Dreaming and Creating Our Shared Futures
“I was dreamin' when I wrote this, forgive me if it goes astray.” Prince, "1999"
Each day students of all ages enter our classrooms still harboring dreams from the night before as well as dreams to which they may cling throughout their lives. As humans, we hold on to and cherish dreams because we know their potency and their potential—to inspire, to guide, sometimes to frighten. To give voice to our dreams is an act of literacy.
The greatest moments of social change and human innovation are born out of dreams. From the latest technical advances to the ancient stories that bind us together, it is individual and collective imagination that powers our society. Through voicing dreams for and with each other, equity and justice incubate. Sometimes warping and bending our past experiences, our dreams elucidate and instruct. In similar fashion, we can teach and learn alongside dreams in our classrooms today, if we so choose.
Providing space for our students to learn alongside each other’s dreams is an act of teaching. Collaborating to create what once wasn’t from the threads of our own imaginations: that is an act of learning. The waking world’s reams and rubrics drive much of what we do as English teachers, but we do not need to drown in a deluge of disconnected assessment. Instead, in the spirit of shared imagination, I invite us to take our and our students’ dreams seriously. For the 2025 NCTE Annual Convention, let’s embrace the idyllic possibilities of play, of storytelling, of asking what if and what if and what if.
Have we asked our students what if lately? Have we asked ourselves?
A quarter of a century deep into this 21st century, we can no longer look back on the “21st Century” skills that have brought us, somnambulistically, to this moment. What if we named the 22nd century skills enfolded in the dreams of our students? Given our shared lessons of flexibility and ingenuity learned through and beyond the pandemic, we must pursue ideas unhindered by what once was. Too, our work with words and stories might be footholds for equity, cultivating democratic surefootedness in even the most uncertain of political terrain.
What if we began our professional day listening to our dreams and those of our students? What if those dreams served as the foundation for a bold and oneirological praxis in our classrooms?
Cultivating dreams, together, at the NCTE Convention, three questions guide our shared space
What are we dreaming about?
Consider the primary obstacles in our past and in the present moment for which we might dream solutions, alternatives, and synergies. We invite proposals that name and seek dreaming practices for addressing the present, waking world.
What are we dreaming for?
As stewards of the teaching profession and of the broader domain of the English language arts, our dreams must be resolutely purposeful. We must engage in social dreaming that advocates for the needs of the varied, marginalized communities whom we serve. Consider the dreams for and of varied and diverse learners and how our pedagogies are intertwined with laboratory dreaming.
Whom are we dreaming with?
Our dreams are networked to a broader, more-than-human world. As teachers, who are we in conversation with as we support speculative, dreaming practices in our classrooms and in our communities? We invite co-presented sessions that invite in the voices and dreams of our students and the network of individuals we learn alongside.
To be clear, we are taking dreams seriously because, as English teachers, we know the power of literacy to spark change from individual academic growth to widespread social movements. Let us revel in the fact that dreams are small gifts of liberatory abundance. They make us who we are—as individuals and as a civic collective. In the words of none other than William Shakespeare, “We are such stuff as dreams are made on” and, in the spirit, the whole of our futures depends on our ability to dream, imagine, and take flight on the wings of such fancy.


◆ Directions for this task: Should an entry contain an image, omit it and repeat the rest exactly.

[Source records]
# # #

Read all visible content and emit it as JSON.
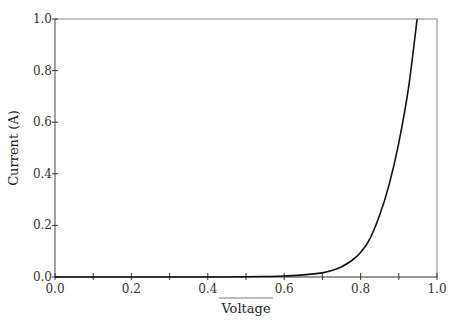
{
  "chart_data": {
    "type": "line",
    "title": "",
    "xlabel": "Voltage",
    "ylabel": "Current (A)",
    "xlim": [
      0.0,
      1.0
    ],
    "ylim": [
      0.0,
      1.0
    ],
    "grid": false,
    "x_ticks": [
      0.0,
      0.2,
      0.4,
      0.6,
      0.8,
      1.0
    ],
    "x_tick_labels": [
      "0.0",
      "0.2",
      "0.4",
      "0.6",
      "0.8",
      "1.0"
    ],
    "x_minor_ticks": [
      0.1,
      0.3,
      0.5,
      0.7,
      0.9
    ],
    "y_ticks": [
      0.0,
      0.2,
      0.4,
      0.6,
      0.8,
      1.0
    ],
    "y_tick_labels": [
      "0.0",
      "0.2",
      "0.4",
      "0.6",
      "0.8",
      "1.0"
    ],
    "series": [
      {
        "name": "I-V curve",
        "color": "#111111",
        "x": [
          0.0,
          0.1,
          0.2,
          0.3,
          0.4,
          0.5,
          0.55,
          0.6,
          0.65,
          0.7,
          0.725,
          0.75,
          0.775,
          0.8,
          0.825,
          0.85,
          0.875,
          0.9,
          0.925,
          0.948
        ],
        "y": [
          0.0,
          0.0,
          0.0,
          0.0,
          0.0,
          0.001,
          0.002,
          0.004,
          0.008,
          0.016,
          0.025,
          0.04,
          0.062,
          0.095,
          0.15,
          0.24,
          0.36,
          0.52,
          0.73,
          1.0
        ]
      }
    ]
  }
}
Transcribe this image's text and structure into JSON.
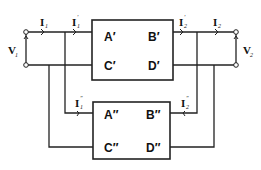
{
  "diagram": {
    "type": "two-port network parallel connection",
    "top_network": {
      "params": [
        "A′",
        "B′",
        "C′",
        "D′"
      ],
      "input_current": {
        "base": "I",
        "sub": "1",
        "prime": "′"
      },
      "output_current": {
        "base": "I",
        "sub": "2",
        "prime": "′"
      }
    },
    "bottom_network": {
      "params": [
        "A″",
        "B″",
        "C″",
        "D″"
      ],
      "input_current": {
        "base": "I",
        "sub": "1",
        "prime": "″"
      },
      "output_current": {
        "base": "I",
        "sub": "2",
        "prime": "″"
      }
    },
    "input": {
      "current": {
        "base": "I",
        "sub": "1"
      },
      "voltage": {
        "base": "V",
        "sub": "1"
      }
    },
    "output": {
      "current": {
        "base": "I",
        "sub": "2"
      },
      "voltage": {
        "base": "V",
        "sub": "2"
      }
    }
  }
}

# # #

◆ Finished exercise:
Read all visible content and emit it as JSON.
{
  "chart_data": {
    "type": "line",
    "title": "",
    "xlabel": "Voltage",
    "ylabel": "Current (A)",
    "xlim": [
      0.0,
      1.0
    ],
    "ylim": [
      0.0,
      1.0
    ],
    "grid": false,
    "x_ticks": [
      0.0,
      0.2,
      0.4,
      0.6,
      0.8,
      1.0
    ],
    "x_tick_labels": [
      "0.0",
      "0.2",
      "0.4",
      "0.6",
      "0.8",
      "1.0"
    ],
    "x_minor_ticks": [
      0.1,
      0.3,
      0.5,
      0.7,
      0.9
    ],
    "y_ticks": [
      0.0,
      0.2,
      0.4,
      0.6,
      0.8,
      1.0
    ],
    "y_tick_labels": [
      "0.0",
      "0.2",
      "0.4",
      "0.6",
      "0.8",
      "1.0"
    ],
    "series": [
      {
        "name": "I-V curve",
        "color": "#111111",
        "x": [
          0.0,
          0.1,
          0.2,
          0.3,
          0.4,
          0.5,
          0.55,
          0.6,
          0.65,
          0.7,
          0.725,
          0.75,
          0.775,
          0.8,
          0.825,
          0.85,
          0.875,
          0.9,
          0.925,
          0.948
        ],
        "y": [
          0.0,
          0.0,
          0.0,
          0.0,
          0.0,
          0.001,
          0.002,
          0.004,
          0.008,
          0.016,
          0.025,
          0.04,
          0.062,
          0.095,
          0.15,
          0.24,
          0.36,
          0.52,
          0.73,
          1.0
        ]
      }
    ]
  }
}
Transcribe this image's text and structure into JSON.
{
  "diagram": {
    "type": "two-port network parallel connection",
    "top_network": {
      "params": [
        "A′",
        "B′",
        "C′",
        "D′"
      ],
      "input_current": {
        "base": "I",
        "sub": "1",
        "prime": "′"
      },
      "output_current": {
        "base": "I",
        "sub": "2",
        "prime": "′"
      }
    },
    "bottom_network": {
      "params": [
        "A″",
        "B″",
        "C″",
        "D″"
      ],
      "input_current": {
        "base": "I",
        "sub": "1",
        "prime": "″"
      },
      "output_current": {
        "base": "I",
        "sub": "2",
        "prime": "″"
      }
    },
    "input": {
      "current": {
        "base": "I",
        "sub": "1"
      },
      "voltage": {
        "base": "V",
        "sub": "1"
      }
    },
    "output": {
      "current": {
        "base": "I",
        "sub": "2"
      },
      "voltage": {
        "base": "V",
        "sub": "2"
      }
    }
  }
}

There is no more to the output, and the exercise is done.